Beautiful Nightmare (Dark Dream 2)
Page 32
“Absolutely not,” she’d sniffed as if the idea was insulting. “I will not be seen with a woman dressed in anything less than the best.” Turning to the poor woman helping us, she waved at the pile of discarded clothes I’d accumulated in the dressing room. “Pack everything up and send it to Bishop’s Landing. She will wear this one with the Chanel jacket right now.”
Which was how I ended up dining in one of the most exclusive restaurants in the city wearing an outfit that cost more than my entire wardrobe back in Texas. Even the gentle noises filling the ornate interior were somehow expensive: the clink of real silverware, the chime of crystal glasses undercut by the low murmur of cultured voices and barely discernable classical music. I felt like an imposter sitting there with Caroline, who was greeted by almost every diner as if she owned not only the restaurant but the very chairs they sat on and cars they had arrived in.
“It was a nice day, Caroline,” I said as we were served heaping salads topped with fresh seafood that made my mouth water. “Thank you so much for this. For everything really.”
Unlike the polite smile she had given to everyone else that day, Caroline gave me a small, genuine grin that curled her pale pink painted lips. She had been quiet for most of our lunch, contemplative, her gaze pinned to memories cast over my shoulder.

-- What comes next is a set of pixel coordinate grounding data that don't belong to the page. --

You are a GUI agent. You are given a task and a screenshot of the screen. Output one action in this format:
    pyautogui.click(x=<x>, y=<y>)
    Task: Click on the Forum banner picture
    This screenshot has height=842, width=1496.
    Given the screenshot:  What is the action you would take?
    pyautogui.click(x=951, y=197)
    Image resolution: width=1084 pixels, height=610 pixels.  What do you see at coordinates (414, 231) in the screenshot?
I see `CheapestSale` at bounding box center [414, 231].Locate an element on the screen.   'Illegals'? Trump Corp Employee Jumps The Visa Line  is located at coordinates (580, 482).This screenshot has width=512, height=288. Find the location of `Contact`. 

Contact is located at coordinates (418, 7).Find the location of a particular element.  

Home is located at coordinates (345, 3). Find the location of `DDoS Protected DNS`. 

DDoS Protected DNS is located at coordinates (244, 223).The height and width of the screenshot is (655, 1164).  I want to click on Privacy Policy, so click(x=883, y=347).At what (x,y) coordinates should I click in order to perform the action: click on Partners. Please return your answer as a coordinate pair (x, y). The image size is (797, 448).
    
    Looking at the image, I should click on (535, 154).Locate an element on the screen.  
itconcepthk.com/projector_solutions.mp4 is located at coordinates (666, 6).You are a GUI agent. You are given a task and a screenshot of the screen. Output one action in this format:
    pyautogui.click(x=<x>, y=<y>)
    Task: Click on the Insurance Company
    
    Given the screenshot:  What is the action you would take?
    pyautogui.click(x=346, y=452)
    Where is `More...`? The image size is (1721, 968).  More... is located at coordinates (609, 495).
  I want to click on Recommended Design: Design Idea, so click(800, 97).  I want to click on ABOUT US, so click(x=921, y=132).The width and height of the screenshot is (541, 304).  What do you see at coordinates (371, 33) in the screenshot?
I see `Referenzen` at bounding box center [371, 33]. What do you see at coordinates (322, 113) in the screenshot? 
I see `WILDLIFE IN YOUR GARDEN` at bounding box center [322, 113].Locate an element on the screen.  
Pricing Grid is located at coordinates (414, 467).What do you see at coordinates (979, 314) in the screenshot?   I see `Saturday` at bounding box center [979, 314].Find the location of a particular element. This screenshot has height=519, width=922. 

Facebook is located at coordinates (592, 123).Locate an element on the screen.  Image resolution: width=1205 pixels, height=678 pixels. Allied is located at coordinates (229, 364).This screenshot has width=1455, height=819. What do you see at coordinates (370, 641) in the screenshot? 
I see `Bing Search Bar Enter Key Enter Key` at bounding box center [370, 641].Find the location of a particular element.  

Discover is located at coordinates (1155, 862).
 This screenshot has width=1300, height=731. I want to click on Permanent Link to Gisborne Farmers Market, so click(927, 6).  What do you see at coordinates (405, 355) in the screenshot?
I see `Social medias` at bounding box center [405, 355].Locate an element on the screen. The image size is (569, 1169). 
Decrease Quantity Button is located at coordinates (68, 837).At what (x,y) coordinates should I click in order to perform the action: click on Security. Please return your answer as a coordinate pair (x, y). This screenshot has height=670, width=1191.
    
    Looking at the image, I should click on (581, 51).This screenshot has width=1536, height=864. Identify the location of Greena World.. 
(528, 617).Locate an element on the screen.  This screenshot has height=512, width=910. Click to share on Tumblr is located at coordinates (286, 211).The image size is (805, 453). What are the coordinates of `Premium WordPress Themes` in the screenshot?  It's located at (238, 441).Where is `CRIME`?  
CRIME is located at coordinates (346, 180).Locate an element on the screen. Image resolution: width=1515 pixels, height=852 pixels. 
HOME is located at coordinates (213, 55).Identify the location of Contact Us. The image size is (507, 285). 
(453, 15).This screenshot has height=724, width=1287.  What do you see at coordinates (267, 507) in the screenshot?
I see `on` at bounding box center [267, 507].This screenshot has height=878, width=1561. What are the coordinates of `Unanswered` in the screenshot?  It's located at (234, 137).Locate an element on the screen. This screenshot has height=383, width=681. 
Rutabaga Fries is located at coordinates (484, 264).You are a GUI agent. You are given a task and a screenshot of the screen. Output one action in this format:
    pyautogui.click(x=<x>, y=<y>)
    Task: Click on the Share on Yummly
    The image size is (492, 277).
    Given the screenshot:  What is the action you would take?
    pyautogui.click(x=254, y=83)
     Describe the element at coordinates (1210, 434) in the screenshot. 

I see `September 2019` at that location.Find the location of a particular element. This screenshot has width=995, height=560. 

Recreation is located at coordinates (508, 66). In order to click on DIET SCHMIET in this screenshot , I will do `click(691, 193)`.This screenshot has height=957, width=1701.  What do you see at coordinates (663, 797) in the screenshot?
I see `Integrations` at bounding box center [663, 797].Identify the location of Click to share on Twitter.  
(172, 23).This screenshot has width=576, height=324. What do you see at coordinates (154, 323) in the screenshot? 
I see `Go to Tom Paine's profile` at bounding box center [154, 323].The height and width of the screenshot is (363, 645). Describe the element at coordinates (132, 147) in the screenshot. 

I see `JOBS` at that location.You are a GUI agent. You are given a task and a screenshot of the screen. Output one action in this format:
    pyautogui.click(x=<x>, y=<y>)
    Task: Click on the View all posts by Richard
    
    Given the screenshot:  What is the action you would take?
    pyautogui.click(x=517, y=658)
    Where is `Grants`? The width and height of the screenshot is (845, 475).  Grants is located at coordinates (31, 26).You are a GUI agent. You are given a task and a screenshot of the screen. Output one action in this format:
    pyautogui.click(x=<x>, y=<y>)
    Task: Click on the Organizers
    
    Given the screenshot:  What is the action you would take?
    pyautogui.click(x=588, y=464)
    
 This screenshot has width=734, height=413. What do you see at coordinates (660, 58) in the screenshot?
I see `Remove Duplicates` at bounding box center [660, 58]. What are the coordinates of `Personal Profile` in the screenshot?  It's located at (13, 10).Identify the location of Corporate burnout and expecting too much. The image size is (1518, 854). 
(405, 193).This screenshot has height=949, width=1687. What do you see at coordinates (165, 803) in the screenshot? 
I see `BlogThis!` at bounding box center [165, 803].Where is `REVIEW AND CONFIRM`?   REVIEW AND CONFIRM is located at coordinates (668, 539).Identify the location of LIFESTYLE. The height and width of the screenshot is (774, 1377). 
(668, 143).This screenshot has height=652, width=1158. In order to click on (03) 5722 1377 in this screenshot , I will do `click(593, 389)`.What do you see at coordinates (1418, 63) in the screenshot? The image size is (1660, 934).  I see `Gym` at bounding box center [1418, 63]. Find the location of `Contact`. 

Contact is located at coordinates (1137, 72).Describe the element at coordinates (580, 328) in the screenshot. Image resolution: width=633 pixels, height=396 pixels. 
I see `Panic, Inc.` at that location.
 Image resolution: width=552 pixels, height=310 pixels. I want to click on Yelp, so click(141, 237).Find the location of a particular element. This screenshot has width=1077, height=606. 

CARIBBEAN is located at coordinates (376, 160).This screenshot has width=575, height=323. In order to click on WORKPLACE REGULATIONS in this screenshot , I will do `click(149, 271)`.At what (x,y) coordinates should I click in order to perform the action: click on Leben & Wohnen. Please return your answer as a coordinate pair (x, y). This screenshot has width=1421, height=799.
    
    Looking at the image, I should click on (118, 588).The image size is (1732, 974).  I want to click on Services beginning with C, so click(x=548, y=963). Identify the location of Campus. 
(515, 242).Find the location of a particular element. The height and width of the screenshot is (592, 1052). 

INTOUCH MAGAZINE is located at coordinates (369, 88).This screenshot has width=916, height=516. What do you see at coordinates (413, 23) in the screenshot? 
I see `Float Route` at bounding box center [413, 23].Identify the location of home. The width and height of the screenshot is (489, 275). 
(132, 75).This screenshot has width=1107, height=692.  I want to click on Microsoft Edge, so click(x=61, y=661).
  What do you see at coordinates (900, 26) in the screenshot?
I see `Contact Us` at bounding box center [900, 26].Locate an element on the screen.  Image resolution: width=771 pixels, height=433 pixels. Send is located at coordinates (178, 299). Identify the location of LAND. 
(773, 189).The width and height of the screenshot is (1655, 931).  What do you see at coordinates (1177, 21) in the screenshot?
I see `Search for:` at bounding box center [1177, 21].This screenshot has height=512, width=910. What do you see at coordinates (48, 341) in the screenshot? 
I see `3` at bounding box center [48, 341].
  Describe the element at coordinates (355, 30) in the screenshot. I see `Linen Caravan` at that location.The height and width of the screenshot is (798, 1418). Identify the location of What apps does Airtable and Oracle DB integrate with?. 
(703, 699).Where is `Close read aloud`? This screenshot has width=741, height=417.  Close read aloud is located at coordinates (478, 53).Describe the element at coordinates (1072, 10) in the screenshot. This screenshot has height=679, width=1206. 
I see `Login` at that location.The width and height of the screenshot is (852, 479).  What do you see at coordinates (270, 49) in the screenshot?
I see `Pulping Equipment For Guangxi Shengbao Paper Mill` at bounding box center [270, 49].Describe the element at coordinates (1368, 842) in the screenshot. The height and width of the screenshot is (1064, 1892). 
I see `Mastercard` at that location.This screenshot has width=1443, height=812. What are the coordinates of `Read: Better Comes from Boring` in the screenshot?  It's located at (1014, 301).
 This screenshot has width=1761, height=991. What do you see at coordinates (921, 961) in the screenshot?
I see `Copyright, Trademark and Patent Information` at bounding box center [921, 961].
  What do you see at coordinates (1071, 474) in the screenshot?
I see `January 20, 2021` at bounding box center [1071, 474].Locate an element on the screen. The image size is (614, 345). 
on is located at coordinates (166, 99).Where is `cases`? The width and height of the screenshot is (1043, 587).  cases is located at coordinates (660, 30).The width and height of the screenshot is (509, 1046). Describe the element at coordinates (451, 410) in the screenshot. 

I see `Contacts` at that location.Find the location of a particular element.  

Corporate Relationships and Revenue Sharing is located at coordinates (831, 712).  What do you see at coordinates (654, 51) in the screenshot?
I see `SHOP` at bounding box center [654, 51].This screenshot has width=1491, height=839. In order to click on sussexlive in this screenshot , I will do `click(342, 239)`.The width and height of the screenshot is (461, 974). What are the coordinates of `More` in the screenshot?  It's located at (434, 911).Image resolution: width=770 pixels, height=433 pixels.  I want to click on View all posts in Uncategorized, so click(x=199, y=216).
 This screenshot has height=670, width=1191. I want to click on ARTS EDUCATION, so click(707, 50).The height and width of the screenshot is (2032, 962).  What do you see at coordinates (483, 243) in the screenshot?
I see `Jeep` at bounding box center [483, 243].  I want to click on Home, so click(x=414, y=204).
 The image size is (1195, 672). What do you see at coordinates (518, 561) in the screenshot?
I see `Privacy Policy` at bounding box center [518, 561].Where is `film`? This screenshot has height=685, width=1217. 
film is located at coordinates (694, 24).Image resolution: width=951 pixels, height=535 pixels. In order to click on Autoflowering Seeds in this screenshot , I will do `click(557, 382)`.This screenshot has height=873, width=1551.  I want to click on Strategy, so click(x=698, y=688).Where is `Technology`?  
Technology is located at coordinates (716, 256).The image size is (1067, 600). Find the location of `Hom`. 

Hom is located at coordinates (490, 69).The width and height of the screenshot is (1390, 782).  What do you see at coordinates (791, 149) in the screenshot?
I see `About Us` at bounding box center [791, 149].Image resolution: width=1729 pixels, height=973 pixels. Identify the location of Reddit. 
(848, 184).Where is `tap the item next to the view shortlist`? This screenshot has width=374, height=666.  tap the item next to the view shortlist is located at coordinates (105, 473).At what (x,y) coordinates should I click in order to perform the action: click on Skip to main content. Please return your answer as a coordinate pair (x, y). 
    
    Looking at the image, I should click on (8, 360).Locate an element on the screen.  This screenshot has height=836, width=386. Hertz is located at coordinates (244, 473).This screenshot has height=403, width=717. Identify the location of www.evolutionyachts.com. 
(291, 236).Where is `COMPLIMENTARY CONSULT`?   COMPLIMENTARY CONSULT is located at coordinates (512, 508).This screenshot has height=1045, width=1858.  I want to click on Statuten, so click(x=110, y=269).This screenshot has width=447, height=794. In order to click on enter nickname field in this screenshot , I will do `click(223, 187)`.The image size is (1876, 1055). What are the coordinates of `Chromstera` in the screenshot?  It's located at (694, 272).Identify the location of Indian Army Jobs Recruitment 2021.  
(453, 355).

“I am glad you enjoyed yourself. I was hoping you would, because, you see, I have grown quite fond of you over the last week. My lawyer dropped these off last night and I really believe this is the right choice. Not just for you, but for myself. I’ve been lonely since my husband past away and my kids are older now, fair too busy to spend time with their mother.” Her expression was wistful, but her eyes were still a sharp, pale blue, cutting as the edge of an icicle. “It will be nice to have you as a true companion.”
I watched silently as she reached into her Hermes bag and produced a collection of papers that she placed beside my plate.
A guardianship agreement.
I looked up at her with wide eyes, hope and misgiving lodged in my throat.
“You’re old enough to make the decision for yourself, so if you no longer want to be the ward of Tiernan Morelli, all you have to do is sign the papers, and you’ll be mine,” she assured me, her manicured fingers curled around a Mont Blanc pen. “Here, Bianca. Take your life back.”
The pen was cold and absurdly heavy in my hand as I grasped it. My vision swam as I tried to make sense of the legal jargon presented to me. It was hard to reconcile the terror I felt staring at those pages that represented a lifelong dream when I’d always believed this was exactly what I wanted. But my heart pounded hard enough to crack a rib and cold sweat crusted my brow.
“It’s very standard,” she guaranteed with that plastic smile she was so practiced at.
Still, I tried to read more of the document. I couldn’t shake my father’s voice, telling me more snakes lay hidden in silks and furs than in the long Texas grasslands.
“Here,” she pressed, leaning forward to pick up the papers and flip to the second page where my signature was needed. “Sign just here, here, and here so we can wrap this matter up for good.”
I bent to read again when her cool fingers gently grasped my chin and raised it until my eyes were level with her own. Her expression was soft in a bid to express her sincerity, but there was a tension in the fingers that held me, a vibrating kind of energy that made it obvious she was coiled tightly around something.
Some secret she was trying to keep hidden from me.
“One day,” she murmured, her voice as cool and smooth as silk. “If you’re with us long enough, we might even see what we can do about giving you the Constantine name.”
Each word shot through me like bullet to the chest. A twisted cocktail of hope, longing, and suspicion threatened to drown my lungs, overloading my system until I couldn’t breathe.
How was it possible that a name could mean so much?
It was a short collection of consonants and vowels. Pleasant enough to speak, but hollow without the meaning attributed to it by others.
Constantine was almost a brand, one synonymous with wealth, prestige and glory.
If I asked anyone in the restaurant today if they wanted to be a Constantine, most of them wouldn’t think twice about saying yes.
Of course, the name meant even more to me.
My dad had been a Constantine. He had been the one to take that name and reputation and forge it into steel, something unconquerable and eternal.